INTO RIVENDELL
EXCERPTS FROM LETTER 306.
By J. R. R. Tolkien to Michael Tolkien, c. 1967
I am delighted that you have made the acquaintance of Switzerland, and of the very part that I once knew best and which had the deepest effect on me. Bilbo's journey from Rivendell to the other side of the Misty Mountains, including the glissade down the slithering stones into the pine woods, is based on my adventures in 1911...
Our wanderings mainly on foot in a party of 12 are not now clear in sequence, but leave many vivid pictures as clear as yesterday (that is as clear as an old man's remoter memories become). We went on foot carrying great packs practically all the way from Interlaken, mainly by mountain paths, to Lauterbrunnen and so to Mürren....
I left the view of the Jungfrau with deep regret: eternal snow, etched as it seemed against eternal sunshine, and the Silberhorn sharp against dark blue: the Silvertine (Celebdil) of my dreams.
EXCERPTS FROM THE HOBBIT
by J. R. R. Tolkien, 1937.
"Here it is at last!" he called, and the others gathered round him and looked over the edge. They saw a valley far below. They could hear the voice of hurrying water in a rocky bed at the bottom; the scent of trees was in the air; and there was a light on the valley-side across the water.
Bilbo never forgot the way they slithered and slipped in the dusk down the steep zig-zag path into the secret valley of Rivendell. The air grew warmer as they got lower, and the smell of the pine-trees made him drowsy, so that every now and again he nodded and nearly fell off, or bumped his nose on the pony's neck. Their spirits rose as they went down and down. The trees changed to beech and oak, and there was a comfortable feeling in the twilight. The last green had almost faded out of the grass, when they came at length to an open glade not far above the banks of the stream.
... And so at last they all came to the Last Homely House, and found its doors flung wide.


Task requirements
Please write out only the lines running from the one with "Annotate this image: element" through the last line of the listing, each exactly as given.

##### Given data #####

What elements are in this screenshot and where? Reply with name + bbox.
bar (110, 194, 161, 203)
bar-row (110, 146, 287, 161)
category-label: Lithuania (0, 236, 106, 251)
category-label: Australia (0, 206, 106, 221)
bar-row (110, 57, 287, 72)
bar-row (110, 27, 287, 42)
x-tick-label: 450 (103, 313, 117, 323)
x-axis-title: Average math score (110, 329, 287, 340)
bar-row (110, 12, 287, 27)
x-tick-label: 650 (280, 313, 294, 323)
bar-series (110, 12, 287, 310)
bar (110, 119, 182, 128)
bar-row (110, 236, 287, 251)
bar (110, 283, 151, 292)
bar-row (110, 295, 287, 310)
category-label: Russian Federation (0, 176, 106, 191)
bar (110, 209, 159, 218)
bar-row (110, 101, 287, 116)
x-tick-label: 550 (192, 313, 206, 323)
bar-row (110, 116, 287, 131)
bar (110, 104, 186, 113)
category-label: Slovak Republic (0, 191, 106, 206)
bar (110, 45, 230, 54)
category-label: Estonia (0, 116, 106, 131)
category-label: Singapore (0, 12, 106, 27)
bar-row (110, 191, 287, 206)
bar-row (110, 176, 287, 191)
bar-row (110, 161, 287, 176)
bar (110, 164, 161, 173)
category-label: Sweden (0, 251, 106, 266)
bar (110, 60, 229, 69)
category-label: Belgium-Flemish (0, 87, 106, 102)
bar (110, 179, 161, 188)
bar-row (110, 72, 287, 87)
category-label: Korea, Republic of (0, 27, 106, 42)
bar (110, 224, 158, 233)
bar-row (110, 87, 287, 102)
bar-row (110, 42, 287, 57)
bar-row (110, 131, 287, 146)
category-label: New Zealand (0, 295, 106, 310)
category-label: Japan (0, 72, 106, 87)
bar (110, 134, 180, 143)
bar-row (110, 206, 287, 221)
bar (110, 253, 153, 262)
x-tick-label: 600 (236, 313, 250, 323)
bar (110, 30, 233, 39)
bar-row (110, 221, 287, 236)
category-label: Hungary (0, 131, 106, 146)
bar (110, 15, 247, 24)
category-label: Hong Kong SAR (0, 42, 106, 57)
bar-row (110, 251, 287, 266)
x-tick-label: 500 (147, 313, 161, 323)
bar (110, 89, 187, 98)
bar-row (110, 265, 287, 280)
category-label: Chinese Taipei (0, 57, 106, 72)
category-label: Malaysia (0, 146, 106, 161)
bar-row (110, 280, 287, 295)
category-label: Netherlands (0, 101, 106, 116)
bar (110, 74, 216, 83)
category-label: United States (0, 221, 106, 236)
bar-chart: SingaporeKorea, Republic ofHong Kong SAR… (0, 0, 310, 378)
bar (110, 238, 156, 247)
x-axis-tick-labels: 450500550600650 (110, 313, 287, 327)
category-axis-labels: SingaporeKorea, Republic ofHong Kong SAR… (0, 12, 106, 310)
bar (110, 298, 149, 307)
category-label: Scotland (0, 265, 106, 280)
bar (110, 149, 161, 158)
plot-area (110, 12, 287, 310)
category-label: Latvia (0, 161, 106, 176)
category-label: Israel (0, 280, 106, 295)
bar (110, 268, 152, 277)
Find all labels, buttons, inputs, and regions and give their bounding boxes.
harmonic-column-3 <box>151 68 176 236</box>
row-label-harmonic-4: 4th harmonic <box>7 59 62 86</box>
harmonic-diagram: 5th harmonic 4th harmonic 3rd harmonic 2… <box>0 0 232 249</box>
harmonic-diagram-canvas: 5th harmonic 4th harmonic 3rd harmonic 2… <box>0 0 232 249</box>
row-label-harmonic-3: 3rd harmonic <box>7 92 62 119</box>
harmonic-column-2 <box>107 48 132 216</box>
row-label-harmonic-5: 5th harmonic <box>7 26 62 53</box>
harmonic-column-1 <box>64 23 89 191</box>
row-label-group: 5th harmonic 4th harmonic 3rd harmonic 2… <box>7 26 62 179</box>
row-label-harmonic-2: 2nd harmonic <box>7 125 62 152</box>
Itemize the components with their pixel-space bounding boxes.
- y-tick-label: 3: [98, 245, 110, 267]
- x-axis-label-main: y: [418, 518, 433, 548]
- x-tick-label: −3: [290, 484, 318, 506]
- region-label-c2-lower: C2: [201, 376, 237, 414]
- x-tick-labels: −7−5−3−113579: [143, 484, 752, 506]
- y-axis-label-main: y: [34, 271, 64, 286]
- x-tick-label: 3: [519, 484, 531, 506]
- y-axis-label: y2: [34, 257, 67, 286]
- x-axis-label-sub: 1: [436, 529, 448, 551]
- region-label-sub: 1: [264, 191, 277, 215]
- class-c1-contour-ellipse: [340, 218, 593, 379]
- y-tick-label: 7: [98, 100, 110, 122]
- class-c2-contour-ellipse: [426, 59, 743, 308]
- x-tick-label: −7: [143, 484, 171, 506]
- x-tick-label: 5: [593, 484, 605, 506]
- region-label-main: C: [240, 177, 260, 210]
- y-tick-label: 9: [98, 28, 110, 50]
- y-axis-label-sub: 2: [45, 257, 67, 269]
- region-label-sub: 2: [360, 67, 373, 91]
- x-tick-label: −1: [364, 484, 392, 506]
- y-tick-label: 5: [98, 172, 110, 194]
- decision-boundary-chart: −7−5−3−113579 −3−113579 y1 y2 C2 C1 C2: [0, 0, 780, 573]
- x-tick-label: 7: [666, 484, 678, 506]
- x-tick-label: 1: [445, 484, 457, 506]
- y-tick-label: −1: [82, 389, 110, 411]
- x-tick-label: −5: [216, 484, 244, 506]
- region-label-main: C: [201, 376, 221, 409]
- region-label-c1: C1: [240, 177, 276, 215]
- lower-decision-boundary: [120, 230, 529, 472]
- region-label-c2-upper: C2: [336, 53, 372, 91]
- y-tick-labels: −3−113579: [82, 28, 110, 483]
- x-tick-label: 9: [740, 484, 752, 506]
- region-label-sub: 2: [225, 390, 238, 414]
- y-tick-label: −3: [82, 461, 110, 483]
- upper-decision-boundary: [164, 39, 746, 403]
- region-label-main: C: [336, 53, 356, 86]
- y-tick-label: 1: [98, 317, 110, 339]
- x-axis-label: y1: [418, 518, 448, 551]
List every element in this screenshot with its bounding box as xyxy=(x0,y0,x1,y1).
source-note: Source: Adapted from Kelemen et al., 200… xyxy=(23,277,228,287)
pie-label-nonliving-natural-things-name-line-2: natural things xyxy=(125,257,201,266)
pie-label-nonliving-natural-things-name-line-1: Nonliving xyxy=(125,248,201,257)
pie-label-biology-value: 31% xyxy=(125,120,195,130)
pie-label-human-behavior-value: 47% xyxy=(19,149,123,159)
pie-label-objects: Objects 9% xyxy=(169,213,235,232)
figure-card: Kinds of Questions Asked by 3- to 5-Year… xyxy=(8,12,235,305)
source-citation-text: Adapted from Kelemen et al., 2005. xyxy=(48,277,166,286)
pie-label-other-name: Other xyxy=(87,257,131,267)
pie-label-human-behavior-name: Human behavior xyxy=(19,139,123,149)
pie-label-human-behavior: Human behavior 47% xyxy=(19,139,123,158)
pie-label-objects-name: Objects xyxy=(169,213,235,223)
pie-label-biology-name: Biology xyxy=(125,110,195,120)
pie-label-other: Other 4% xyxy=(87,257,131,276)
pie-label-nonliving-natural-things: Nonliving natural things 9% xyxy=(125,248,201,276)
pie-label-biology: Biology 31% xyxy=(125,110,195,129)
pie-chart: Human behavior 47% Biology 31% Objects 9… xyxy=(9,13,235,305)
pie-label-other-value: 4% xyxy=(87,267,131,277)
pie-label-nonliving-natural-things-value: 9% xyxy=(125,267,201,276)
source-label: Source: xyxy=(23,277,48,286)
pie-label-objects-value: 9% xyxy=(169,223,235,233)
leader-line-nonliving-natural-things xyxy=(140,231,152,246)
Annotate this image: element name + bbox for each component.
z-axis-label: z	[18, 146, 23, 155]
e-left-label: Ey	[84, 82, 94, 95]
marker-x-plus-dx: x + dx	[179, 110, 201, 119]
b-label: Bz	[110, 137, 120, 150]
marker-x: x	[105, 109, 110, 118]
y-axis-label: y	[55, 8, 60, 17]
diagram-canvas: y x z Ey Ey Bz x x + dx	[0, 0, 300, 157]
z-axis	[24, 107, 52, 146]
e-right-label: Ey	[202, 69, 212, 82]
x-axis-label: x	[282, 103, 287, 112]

#####

Response to the task
Annotate this image: element name + bbox for each component.
z-axis-label: z	[18, 146, 23, 155]
e-left-label: Ey	[84, 82, 94, 95]
marker-x-plus-dx: x + dx	[179, 110, 201, 119]
b-label: Bz	[110, 137, 120, 150]
marker-x: x	[105, 109, 110, 118]
y-axis-label: y	[55, 8, 60, 17]
diagram-canvas: y x z Ey Ey Bz x x + dx	[0, 0, 300, 157]
z-axis	[24, 107, 52, 146]
e-right-label: Ey	[202, 69, 212, 82]
x-axis-label: x	[282, 103, 287, 112]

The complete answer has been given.